The war ended in 1878 without achieving independence. Many New York Cubans returned to the island, but others continued to find their way to the city, especially cigar workers and those forced to leave the island because of their continued activism on behalf of Cuban independence. José Julián Martí, monument located at the Artists’ Gate entrance to Central Park at 59th Street and Avenue of the Americas in New York City, sculpture by Anna Vaughn Hyatt Huntington, 1959 (Central Park Conservancy)Among the latter was José Martí, the most important figure in Cuban history, who lived in New York most of his adult life, from 1880 to 1895.[8]  Martí was a writer, poet, orator, and political organizer who wrote some of his most consequential works in the city, and it was in New York that he accomplished what no other Cuban émigré had been able to do: organize a successful political and military movement that would take an armed rebellion to Cuba and start a war for independence. Martí did not live to see the end of that war; he was killed on a Cuban battlefield only three months after returning to the island in 1895, the fatal moment immortalized in an equestrian statue of him in New York’s Central Park.

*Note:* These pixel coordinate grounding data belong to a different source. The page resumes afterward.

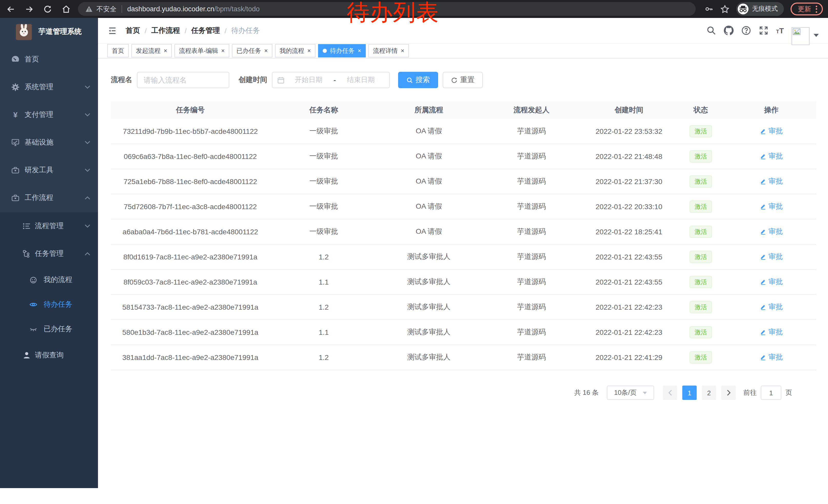  What do you see at coordinates (331, 80) in the screenshot?
I see `date-range-input: 开始日期 - 结束日期` at bounding box center [331, 80].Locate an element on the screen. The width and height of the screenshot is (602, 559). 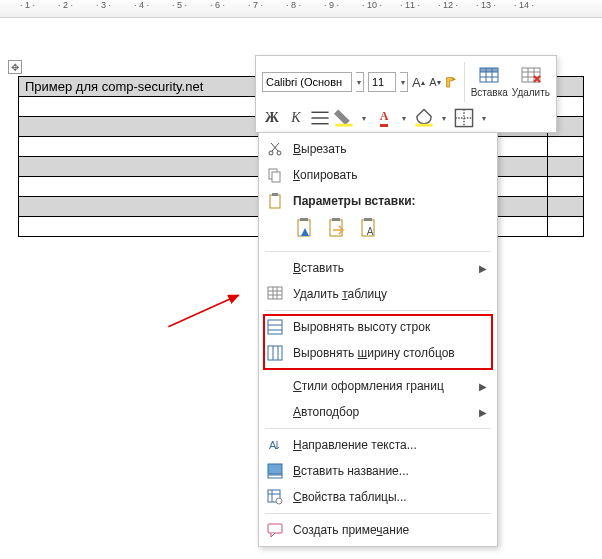
borders-button is located at coordinates (464, 118). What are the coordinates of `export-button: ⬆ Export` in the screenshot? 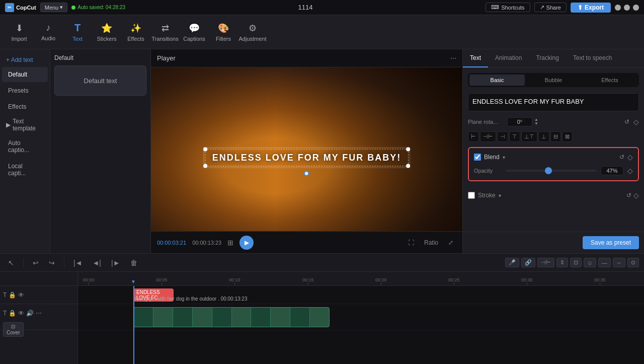 It's located at (591, 8).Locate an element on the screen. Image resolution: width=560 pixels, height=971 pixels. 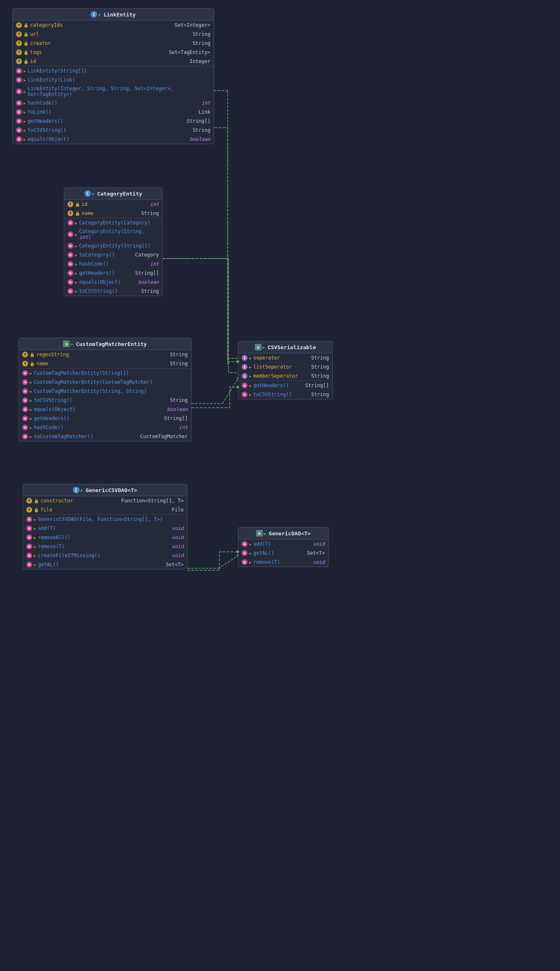
method-name: equals(Object) is located at coordinates (100, 409).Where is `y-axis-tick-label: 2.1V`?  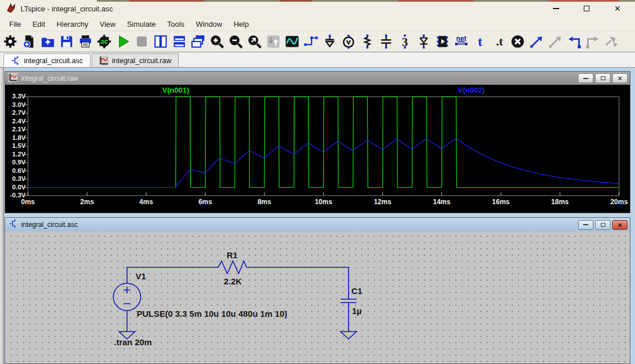 y-axis-tick-label: 2.1V is located at coordinates (15, 129).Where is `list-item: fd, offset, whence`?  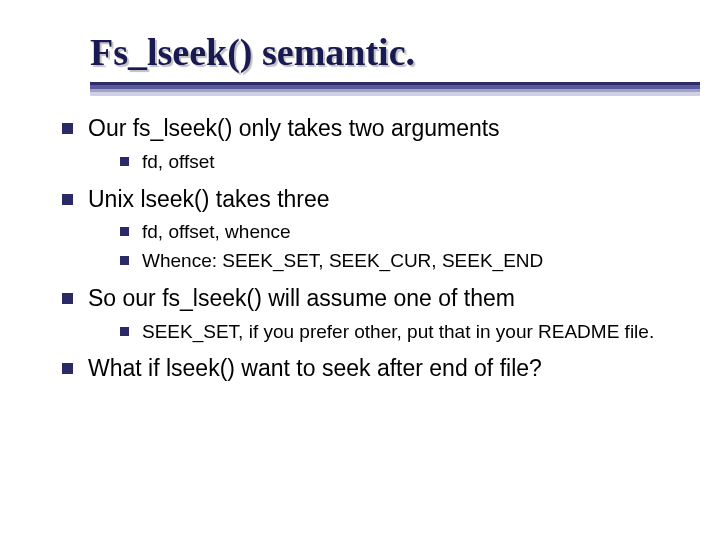
list-item: fd, offset, whence is located at coordinates (399, 232).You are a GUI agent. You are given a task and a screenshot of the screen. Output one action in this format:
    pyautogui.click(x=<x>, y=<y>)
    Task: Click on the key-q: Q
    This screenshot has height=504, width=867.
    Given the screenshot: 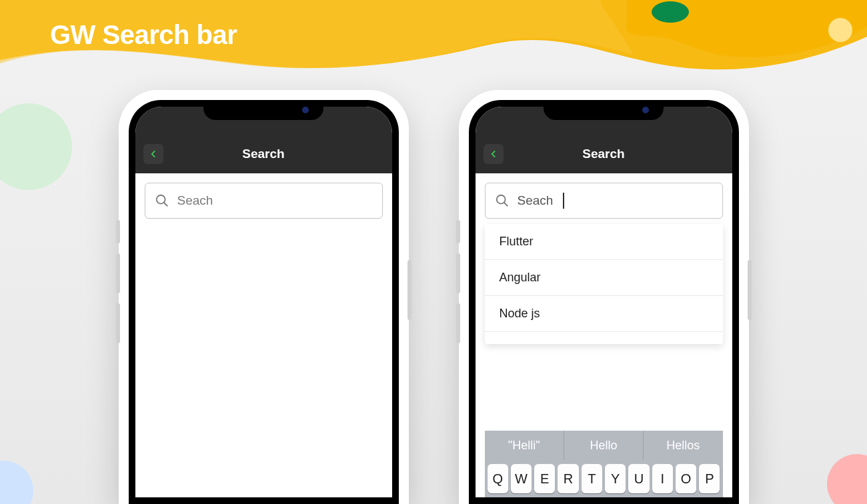 What is the action you would take?
    pyautogui.click(x=498, y=479)
    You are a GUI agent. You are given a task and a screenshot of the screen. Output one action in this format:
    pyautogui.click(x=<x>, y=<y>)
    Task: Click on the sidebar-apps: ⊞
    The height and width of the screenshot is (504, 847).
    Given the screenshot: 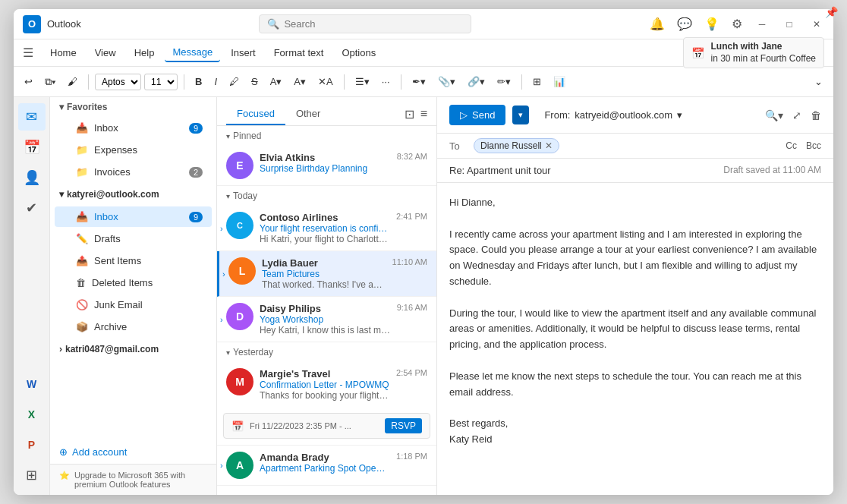 What is the action you would take?
    pyautogui.click(x=32, y=475)
    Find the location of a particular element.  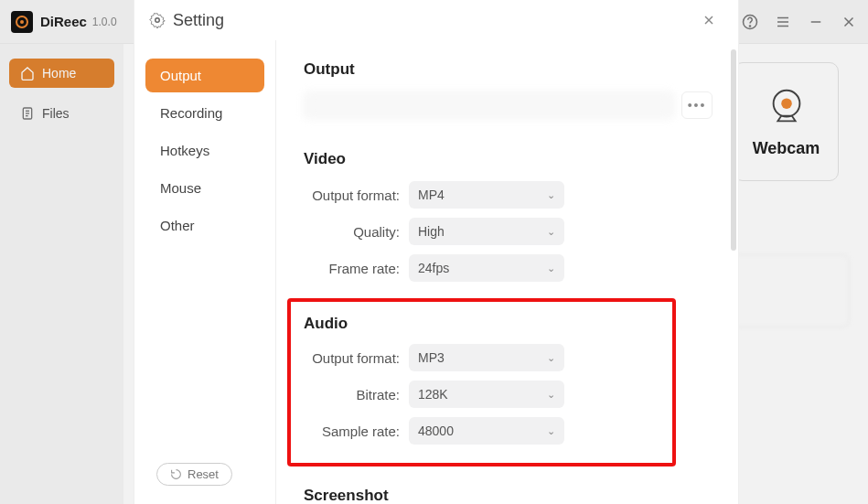

browse-button: ••• is located at coordinates (697, 105).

The war ended in 1898 when the United States entered the conflict and defeated Spain, taking control of the island and frustrating Martí’s dream of a sovereign Cuba. Eventually the United States allowed the establishment of a Cuban government that remained politically dependent on Washington, paving the way for Manhattan-based corporations to make huge investments in the island, thereby reinforcing the economic, social, and cultural connections that throughout the nineteenth century had made New York that important “other” place in the Cuban imagination.


[1] José María Heredia, Letter to María Mercedes Heredia Campuzano, New York, December 24, 1823, inEpistolario de José María Heredia, ed. Angel Augier (La Habana: Editorial Letras Cubanas, 2005): 90.

[2] Most of this essay is derived from Lisandro Pérez, Sugar, Cigars, and Revolution: The Making of Cuban New York (New York: New York University Press, 2018).

[3] Roland T. Ely, “The Old Cuba Trade: Highlights of Cuban-American Interdependence during the Nineteenth Century,” Business History Review 38, no. 4 (1964): 458.

[4] Roberto González Echevarría, The Pride of Havana: A History of Cuban Baseball (New York: Oxford University Press, 1999).

[5] John Storm Roberts, The Latin Tinge: The Impact of Latin American Music in the United States (New York: Oxford University Press, 1979).

[6] José Ignacio Rodríguez, Vida del presbítero Don Félix Varela (1878; repr. La Habana: Arellano, 1944).

[7] Robert E. May, The Southern Dream of a Caribbean Empire, 1854−1861 (Baton Rouge: Louisiana State University Press, 1973).

[8] Alfred J. López, José Martí: A Revolutionary Life (Austin: University of Texas Press, 2014).


Lisandro Pérez is Professor of Latin American and Latinx Studies at John Jay College, CUNY. He served as editor of the journal Cuban Studies and co-authored The Legacy of Exile: Cubans in the United States (Allyn & Bacon, 2003). Pérez has published in the Latin American Research ReviewInternational Migration ReviewJournal of Latin American Studies, and Cuban Studies. His most recent book is Sugar, Cigars, and Revolution: The Making of Cuban New York (New York University Press, 2018).